The Oldman's upper tributaries have escaped the attention of resort developers. It's better known to loggers, ranchers and miners who return year after year to favourite spots.
Camps spring up soon after the mountain roads open in May. Trailers are parked among the pine groves along the river, for weekend outings, family vacations, trail riding and the fall hunt.
Late last summer, we angled west from High River and up through the foothills.
At a checkpoint on Indian Graves Road, a forestry officer warned that crews were fighting a new wildfire above Racehorse Creek. The main forestry trunk road was open, he said, but only to the Oldman.
All of the forest south of the river was off-limits, as it had been for much of the summer while fires burned out of control and filled Crowsnest Pass with smoke.
Indian Graves Road follows a small creek down to Highway 940, the southern branch in a network that services coal mines, gas wells and logging camps for 1,000 kilometres up and down the east slope of the Rockies.
A logging road parallels the Oldman for 20 kilometres into the Beehive Mountain wilderness area. We pulled off where Hidden Creek enters the river, cool and bottle green beneath arching aspen and pine. Three trucks pulling big mobile homes idled a kilometre downstream, the drivers debating whether to wait out the fire. Farther upstream, neighbouring campsites flew Canadian and British flags. Otherwise, we had the place to ourselves. The Racehorse Creek fire added a smoky note to air resinous with pine sap.
We left rounds of wood stacked neatly beside our fire ring and set up a propane grill. A gas lamp hissing behind a log cast the glow of a roaring blaze, if not the heat.
After a summer without rain, the river was well below the high water mark.
The rocky bones of the spring rapids lay bleached and exposed to the morning sun.
The first cast drew a flash of olive gold from a shadowed fault line that cut through a long pool below our camp. The trout was almost back in the shadows before it rid itself of the barbless hook.
The day turned hot. We left our waders and stalked the trout in sandals and deck shoes, seldom getting our knees wet as we worked up river. Each pool gave up a fish, but none had a vivid red slash at its throat.
We were catching brook trout. The cutthroat held the bottom of the deepest pools; our dry flies and spinners were of no to interest them. The brookies were a pound and less. We wanted bigger fish, and decided to try the deeper, faster water of the Gap where the Oldman surges through a canyon of grey leaning rock.
While we slept that night, the forest fire moved closer, creeping over a ridge into the Dutch Creek watershed, just a few kilometres from our camp. Forestry officers blocked the road south, so we crossed over to the Livingstone, looking for deeper pools.
A decade ago, there were dire predictions for the Oldman and its tributaries. The Alberta government dammed the entire watershed and it was feared that would devastate the fishery.

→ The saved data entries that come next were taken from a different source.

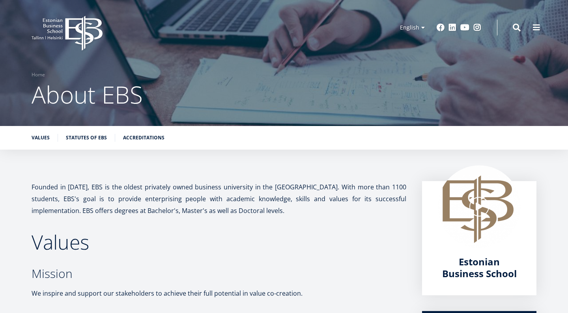 This screenshot has height=313, width=568. Describe the element at coordinates (219, 243) in the screenshot. I see `h2: Values` at that location.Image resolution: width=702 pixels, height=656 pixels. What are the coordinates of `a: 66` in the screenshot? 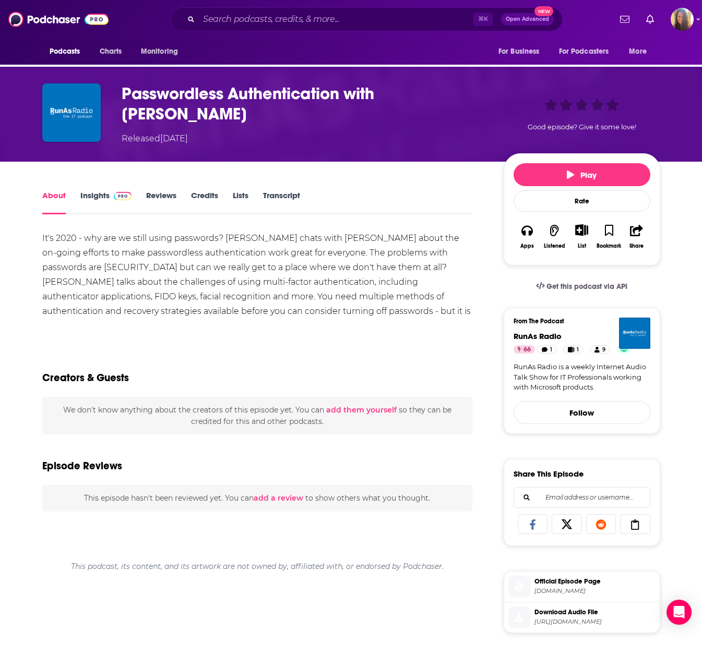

The dam flooded about 30 kilometres of stream bank, but stocks are strong, says Gary Bergman, a Crowsnest Pass outfitter. The Oldman drainage abounds with 16- and 18-inch trout, and 20-inch-plus fish are out there.
Fishing starts in late June and continues strong through September.
Apparently not inspired by books and TV fishing shows, the public has not thronged to trout streams. Bergman says fewer people fish in Alberta than 15 years ago, and cites government data.
Overnight, the season changed. There was more gold than green among the aspen. Summer was gone, replaced by rain that fell as the camp collapsed into stuff sacks, boxes and coolers.
We stopped at the crest of Indian Graves Road and looked southeast along the spine of the Whaleback to the blue profile of the Porcupine Hills. A horseman pushed cattle fattened on summer grass down to the road. Two hours later, we skirted the edge of Calgary, and drove north into gust-driven rain.
Pack your bags
OUTFITTERS
Guided fly fishing trips on the Oldman River are offered by:
Canadian Fly Fishing Services: (250) 423-3783; http://www.flyfish-canada.com.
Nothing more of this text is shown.